Here's a story from the near future. It's been a long day. Finally throwing aside the cares of work, you slump down on your sofa and pick up that shiny new device you bought the other day. Costing the thick end of £1,000, it's Apple's stylish new iPad (iTablet? iSlate?) – a smooth 10in screen with no keyboard, like an iPhone on steroids. You pick it up, turn it on with one swipe of a finger, and begin to . . .
At this point, the picture goes hazy and freezes. The reason: while the invitations for the launch of Apple's "latest creation" in San Francisco next Wednesday have finally gone out to the great and good of the technology industry, still no one is certain what the hell their creation is actually going to be for, nor even what it will be called (though my money is on iPad or iSlate).
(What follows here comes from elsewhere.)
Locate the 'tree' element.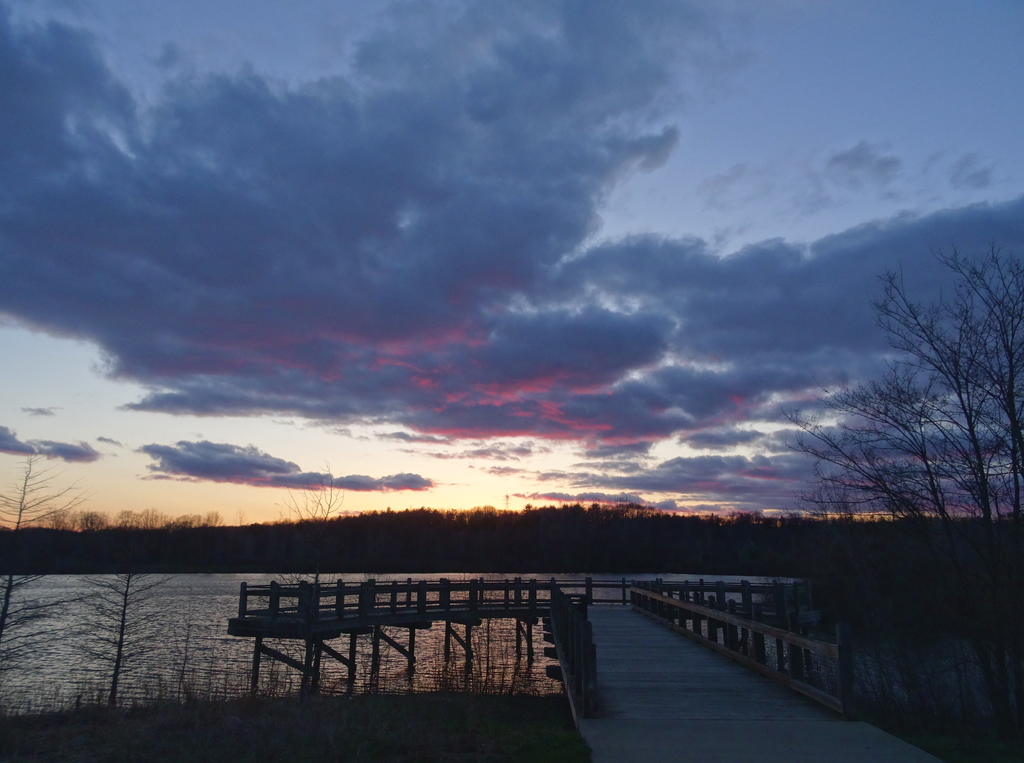
Element bbox: 79/561/187/708.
The device that Steve Jobs, chief executive and co-founder of Apple, will unveil at the Yerba Buena Center for the Arts is variously predicted to transform our experience of reading electronic versions of books, newspapers and magazines (there are publishing executives clasping their hands heavenwards with that fervent wish); of watching TV and video; of surfing the web and playing games; even of making internet video calls. Perhaps it will do all of the above.
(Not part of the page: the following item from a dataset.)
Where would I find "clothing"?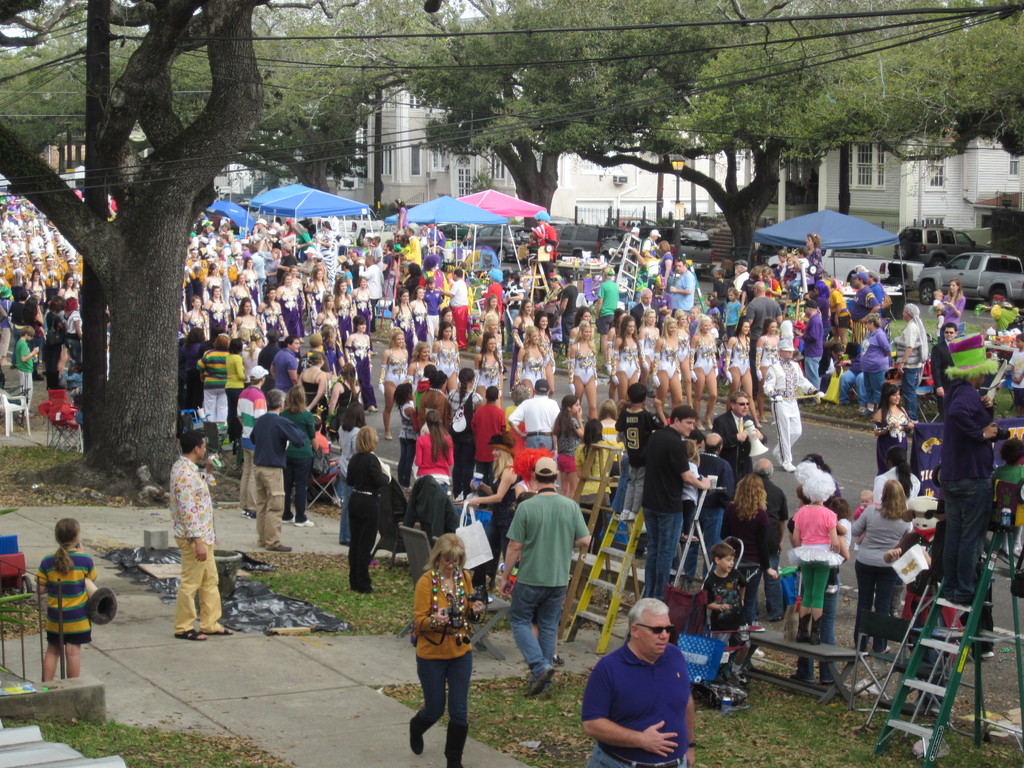
At {"left": 862, "top": 504, "right": 909, "bottom": 560}.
Not surprisingly, then, this is being called "a critical turning point for the way we get and use all sorts of media", and "Apple's reconception of personal computing". In the New York Times, the media columnist David Carr wrote: "I haven't been this excited about buying something since I was eight years old and sent away for the tiny seahorses I saw advertised in the back of a comic book." Another gasping fan wrote: "The only thing I know is that I'll take two."